We're flowing into a U-shaped valley with the river at its base.  Through here, somehow, the Czechs have managed to squeeze railways, roads and narrow towns, a few streets wide.  The mist has developed into a thin drizzle, and the towns are all so spectacularly ugly, it feels like we're travelling through a black and white film.  Something with subtitles and a back street abortion.  Between the factories, though, you get more of that inspiring landscape, more of those green mountainsides and endless forests, so you can forgive it.  At Nelahozeves, the car fills with the smell of gas from the refineries.  I have to admit, it makes a nice change from the smell of dope I got a little while ago.  I get the feeling that down in Standard class there may be a bit of a party going on amongst the backpackers.

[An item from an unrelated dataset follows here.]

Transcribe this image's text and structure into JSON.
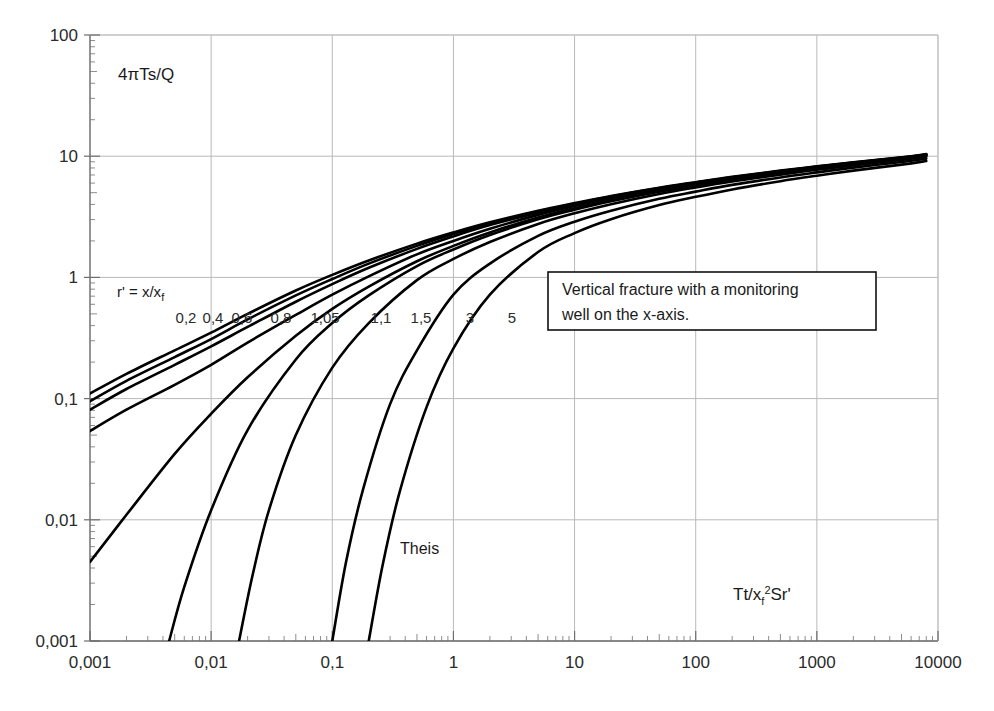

Robbie Williams decides to have another crack at Paul Theroux.  He lasts two pages this time, and folds down the corner of the page to mark his place.  I resist the urge to scream "use a bloody bookmark!" in his ear.

The tendrils of Prague itself start to wrap themselves around our train; the green starts to recede, replaced by concrete, and the stupidly ugly Communist blocks get even stupider and even uglier.  Of course, now that market forces are in charge, they're starting to fall apart as well, which makes them look worse.  We pass under and over highways, and the carriage slowly comes to life: the sleepers are roused, they stretch and yawn.  The tourists scramble at their suitcases in the overhead racks.  Creased coats are battered back into shape.  The Australian girl finally turns her Kindle off; I wonder what she was reading that carried her all the way through the six hour trip.

Into Prague railway station, and we leave the train, passing up the opportunity to take our complimentary DB Magazines with us.  The journey's over; it's time to explore another country.